Magnitude brings Dubai World Cup form to star-studded Stephen Foster
Magnitude owns a Dubai World Cup win over Forever Young, but the Stephen Foster market still may prefer White Abarrio, Sovereignty and Baeza.

Magnitude arrives at the Stephen Foster with the kind of résumé that usually makes a horse the center of the conversation. He beat Forever Young in the $12 million Dubai World Cup, ran that score into a third straight victory and backed himself into the kind of form line that screams major player.
The strange part is that the market may still treat him like the third choice. That is the contradiction at the heart of this Foster: White Abarrio has his own class, Sovereignty brings the aura of a Kentucky Derby winner and reigning Horse of the Year, and Baeza adds the kind of rising-class angle that can pull public money fast. Magnitude is the horse with the freshest international signature win, but he also has to reintroduce himself to bettors who are still deciding how much weight to give a Dubai trip when the best older dirt horses in America are waiting at Churchill Downs.
Churchill doubled the purse from $1 million to $2 million on May 20 to turn the 45th running of the 1 1/8-mile Grade 1 for 4-year-olds and up into a proper June showdown. The race is part of the Breeders’ Cup Challenge Series, so the winner gets a berth into the $7 million Breeders’ Cup Classic at Keeneland on Oct. 31. The June 27 card will feature seven stakes worth a combined $4.1 million, with the Foster anchoring Churchill’s Summer Showdown.

The work tabs say Magnitude is coming in live. He went five furlongs in 1:02.60 on May 24 at Churchill Downs, while White Abarrio finished his final major prep with a half-mile breeze in :49.81 on June 18 at Gulfstream Park. Baeza’s camp confirmed in mid-May that he was headed for the race, and Churchill singled out Sovereignty, White Abarrio, Magnitude and Baeza as the headliners for Stephen Foster Day.
Steve Asmussen’s own framing explains why Magnitude matters even beyond the odds board. Speaking about Forever Young, Asmussen said, “anyone who is not a fan of Forever Young is not a fan of horse racing,” a line that captures both the quality of the horse Magnitude already beat and the scale of the test ahead. If Magnitude turns Dubai into a launching pad instead of a distant memory, this Foster will read less like a prep and more like a confirmation race for the rest of the older-dirt division.
That is what makes the 2026 edition feel bigger than last year’s race, when Mindframe won in 1:47.48 over Sierra Leone in what Churchill called one of the deepest Foster fields in the event’s 44-year history. With more than $26 million in combined earnings expected in the 2025 preview and even more star power now, this renewal has the look of a summit meeting, not a stopover.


_WORK INSTRUCTION:_ Count the lines of the data below that include the string "PEOPLE", and provide nothing but the result.

** Opening INPUT DATA block **

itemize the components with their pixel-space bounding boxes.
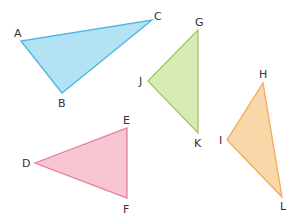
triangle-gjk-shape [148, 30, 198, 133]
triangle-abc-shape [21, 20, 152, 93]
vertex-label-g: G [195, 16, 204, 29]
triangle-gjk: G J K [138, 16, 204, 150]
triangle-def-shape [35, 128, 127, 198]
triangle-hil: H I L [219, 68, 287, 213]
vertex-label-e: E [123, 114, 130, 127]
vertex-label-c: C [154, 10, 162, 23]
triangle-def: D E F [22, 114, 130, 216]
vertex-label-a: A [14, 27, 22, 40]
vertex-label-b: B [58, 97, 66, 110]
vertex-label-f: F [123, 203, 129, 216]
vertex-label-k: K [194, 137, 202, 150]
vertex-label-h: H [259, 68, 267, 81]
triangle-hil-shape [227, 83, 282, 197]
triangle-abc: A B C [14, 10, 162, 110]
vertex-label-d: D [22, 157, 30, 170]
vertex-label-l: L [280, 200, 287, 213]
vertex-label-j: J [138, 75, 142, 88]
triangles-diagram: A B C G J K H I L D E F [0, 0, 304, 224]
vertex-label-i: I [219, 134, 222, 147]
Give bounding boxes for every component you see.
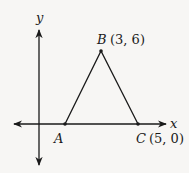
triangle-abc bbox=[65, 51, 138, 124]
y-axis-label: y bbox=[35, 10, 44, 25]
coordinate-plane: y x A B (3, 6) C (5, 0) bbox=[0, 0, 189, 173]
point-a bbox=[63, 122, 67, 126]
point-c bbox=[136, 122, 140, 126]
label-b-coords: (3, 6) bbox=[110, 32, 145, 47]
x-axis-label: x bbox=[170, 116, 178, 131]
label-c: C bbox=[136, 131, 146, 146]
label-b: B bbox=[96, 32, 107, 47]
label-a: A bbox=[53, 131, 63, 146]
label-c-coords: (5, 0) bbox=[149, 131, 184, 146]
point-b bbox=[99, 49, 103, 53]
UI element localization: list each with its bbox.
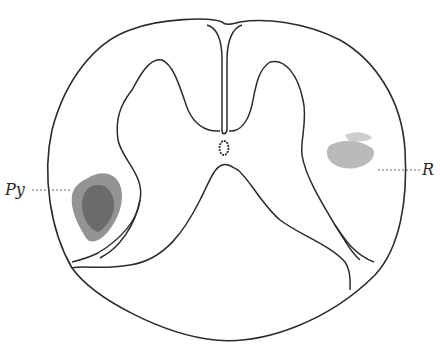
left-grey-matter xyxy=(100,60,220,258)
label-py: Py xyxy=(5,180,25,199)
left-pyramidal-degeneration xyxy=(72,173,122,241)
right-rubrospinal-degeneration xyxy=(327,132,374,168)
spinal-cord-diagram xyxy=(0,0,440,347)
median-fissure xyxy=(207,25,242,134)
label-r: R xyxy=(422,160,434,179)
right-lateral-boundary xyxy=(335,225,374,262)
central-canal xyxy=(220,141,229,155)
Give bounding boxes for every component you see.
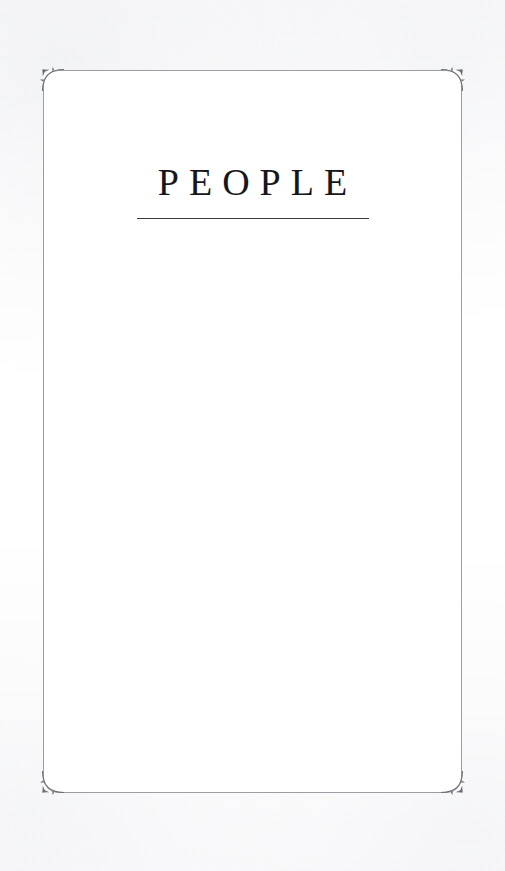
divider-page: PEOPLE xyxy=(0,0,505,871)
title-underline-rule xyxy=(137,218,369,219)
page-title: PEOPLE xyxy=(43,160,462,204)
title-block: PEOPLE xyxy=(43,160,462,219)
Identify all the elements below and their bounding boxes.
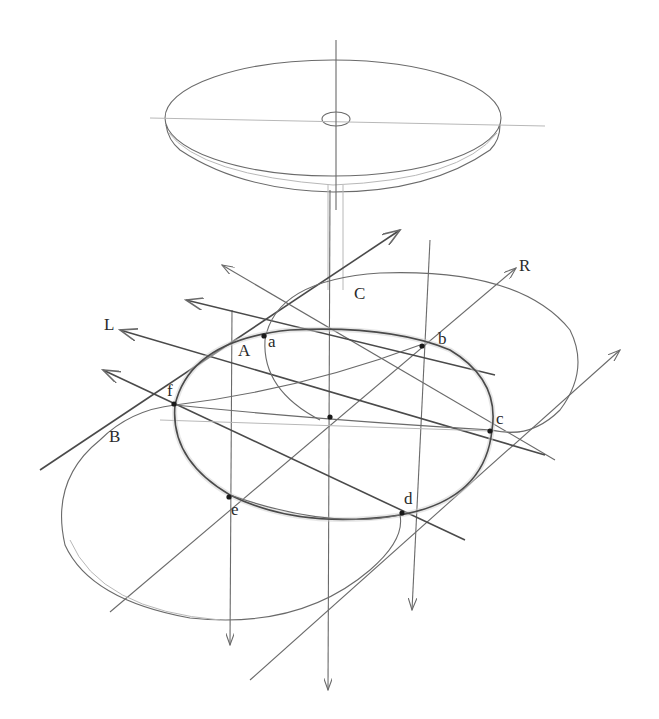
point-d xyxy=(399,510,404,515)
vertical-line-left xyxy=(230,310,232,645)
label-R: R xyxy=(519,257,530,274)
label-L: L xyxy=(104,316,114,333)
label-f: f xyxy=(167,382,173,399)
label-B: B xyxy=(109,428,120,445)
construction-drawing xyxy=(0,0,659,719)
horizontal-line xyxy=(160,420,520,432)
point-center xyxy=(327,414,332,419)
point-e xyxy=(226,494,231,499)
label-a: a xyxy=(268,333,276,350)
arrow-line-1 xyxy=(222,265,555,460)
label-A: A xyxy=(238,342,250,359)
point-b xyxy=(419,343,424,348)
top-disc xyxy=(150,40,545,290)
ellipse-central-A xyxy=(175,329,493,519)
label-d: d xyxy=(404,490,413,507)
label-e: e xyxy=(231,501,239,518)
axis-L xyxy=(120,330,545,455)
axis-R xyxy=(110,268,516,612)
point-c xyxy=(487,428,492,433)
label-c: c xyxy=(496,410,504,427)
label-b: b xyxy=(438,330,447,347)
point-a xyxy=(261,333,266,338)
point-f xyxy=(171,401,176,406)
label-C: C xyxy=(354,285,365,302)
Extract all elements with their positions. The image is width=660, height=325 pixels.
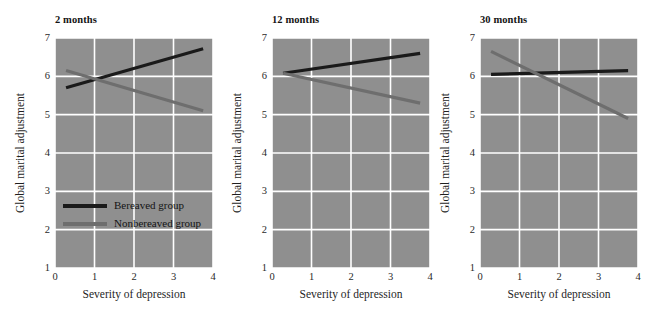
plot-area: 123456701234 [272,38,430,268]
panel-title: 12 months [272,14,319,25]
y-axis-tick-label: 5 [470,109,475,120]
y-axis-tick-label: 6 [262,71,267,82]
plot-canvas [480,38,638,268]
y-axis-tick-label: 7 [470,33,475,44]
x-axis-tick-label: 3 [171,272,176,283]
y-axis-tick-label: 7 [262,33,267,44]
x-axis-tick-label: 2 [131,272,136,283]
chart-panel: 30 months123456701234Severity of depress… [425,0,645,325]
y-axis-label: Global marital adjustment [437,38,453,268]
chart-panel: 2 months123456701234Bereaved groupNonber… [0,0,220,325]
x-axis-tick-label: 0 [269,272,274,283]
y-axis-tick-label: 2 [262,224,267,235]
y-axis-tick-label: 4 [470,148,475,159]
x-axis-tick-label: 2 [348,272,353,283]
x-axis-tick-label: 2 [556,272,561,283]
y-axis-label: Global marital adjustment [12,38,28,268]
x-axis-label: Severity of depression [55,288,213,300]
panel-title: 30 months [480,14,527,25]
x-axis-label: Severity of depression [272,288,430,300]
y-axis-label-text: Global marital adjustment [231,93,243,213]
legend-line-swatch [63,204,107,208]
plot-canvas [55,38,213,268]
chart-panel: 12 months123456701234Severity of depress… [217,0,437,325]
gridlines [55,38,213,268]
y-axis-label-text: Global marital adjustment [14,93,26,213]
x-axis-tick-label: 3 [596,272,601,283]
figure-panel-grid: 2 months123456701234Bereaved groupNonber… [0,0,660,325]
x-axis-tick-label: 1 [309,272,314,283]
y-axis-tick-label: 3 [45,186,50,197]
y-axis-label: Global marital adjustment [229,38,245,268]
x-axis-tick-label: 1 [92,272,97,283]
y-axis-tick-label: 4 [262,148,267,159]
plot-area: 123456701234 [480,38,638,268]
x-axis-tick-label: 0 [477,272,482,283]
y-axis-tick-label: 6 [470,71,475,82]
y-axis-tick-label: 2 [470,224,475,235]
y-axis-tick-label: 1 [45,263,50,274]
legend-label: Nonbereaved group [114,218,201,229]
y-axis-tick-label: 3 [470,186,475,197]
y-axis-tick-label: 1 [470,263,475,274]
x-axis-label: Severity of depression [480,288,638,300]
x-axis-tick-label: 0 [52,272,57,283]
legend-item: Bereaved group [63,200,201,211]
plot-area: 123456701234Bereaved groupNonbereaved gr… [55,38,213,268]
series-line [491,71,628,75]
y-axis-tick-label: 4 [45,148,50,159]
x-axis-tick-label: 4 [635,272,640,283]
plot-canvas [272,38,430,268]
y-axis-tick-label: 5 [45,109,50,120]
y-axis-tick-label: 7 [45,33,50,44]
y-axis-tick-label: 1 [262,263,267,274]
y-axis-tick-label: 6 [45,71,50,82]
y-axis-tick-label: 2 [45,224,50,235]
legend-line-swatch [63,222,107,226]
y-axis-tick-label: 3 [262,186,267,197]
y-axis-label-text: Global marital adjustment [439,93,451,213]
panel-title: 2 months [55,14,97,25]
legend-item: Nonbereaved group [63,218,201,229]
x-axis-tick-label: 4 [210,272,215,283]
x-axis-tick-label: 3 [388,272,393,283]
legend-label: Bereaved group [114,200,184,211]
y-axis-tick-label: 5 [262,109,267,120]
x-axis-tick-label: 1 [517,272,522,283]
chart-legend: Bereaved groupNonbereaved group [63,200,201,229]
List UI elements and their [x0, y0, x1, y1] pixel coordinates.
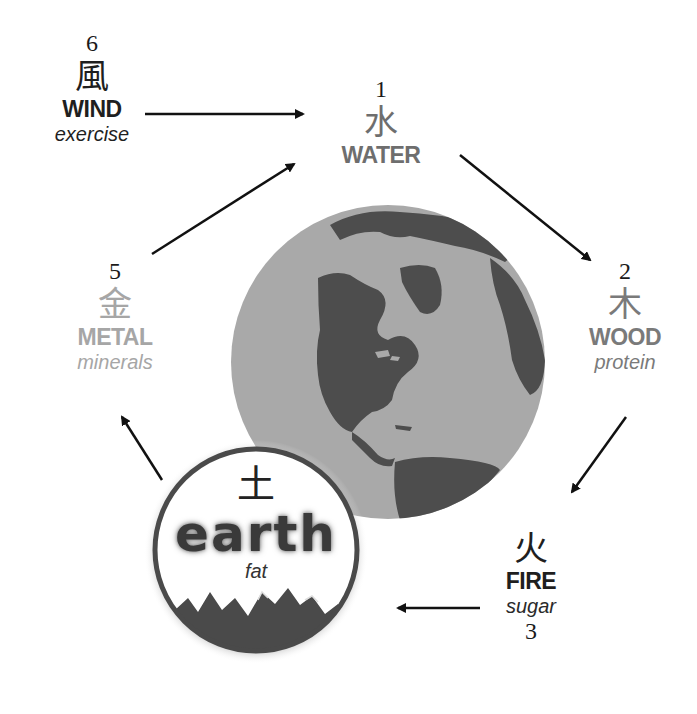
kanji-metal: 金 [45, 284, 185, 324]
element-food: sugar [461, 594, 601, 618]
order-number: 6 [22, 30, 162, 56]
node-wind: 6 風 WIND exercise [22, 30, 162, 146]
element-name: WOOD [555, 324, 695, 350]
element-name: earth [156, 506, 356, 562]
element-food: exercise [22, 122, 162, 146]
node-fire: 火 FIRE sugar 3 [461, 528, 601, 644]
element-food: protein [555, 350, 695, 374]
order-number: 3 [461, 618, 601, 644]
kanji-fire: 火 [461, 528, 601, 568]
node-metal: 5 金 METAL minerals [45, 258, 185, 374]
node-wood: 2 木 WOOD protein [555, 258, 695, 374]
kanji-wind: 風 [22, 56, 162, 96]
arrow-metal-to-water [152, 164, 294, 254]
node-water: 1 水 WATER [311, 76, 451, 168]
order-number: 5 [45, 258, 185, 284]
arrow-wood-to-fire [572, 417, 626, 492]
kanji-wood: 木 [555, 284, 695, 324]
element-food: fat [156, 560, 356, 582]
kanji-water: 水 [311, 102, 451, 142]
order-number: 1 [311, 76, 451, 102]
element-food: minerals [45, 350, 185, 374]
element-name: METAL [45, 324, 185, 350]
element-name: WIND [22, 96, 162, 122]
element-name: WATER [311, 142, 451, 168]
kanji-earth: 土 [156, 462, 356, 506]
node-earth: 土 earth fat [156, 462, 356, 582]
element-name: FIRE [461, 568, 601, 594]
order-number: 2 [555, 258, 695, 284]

** Closing INPUT DATA block **

_ANSWER SECTION:_ 3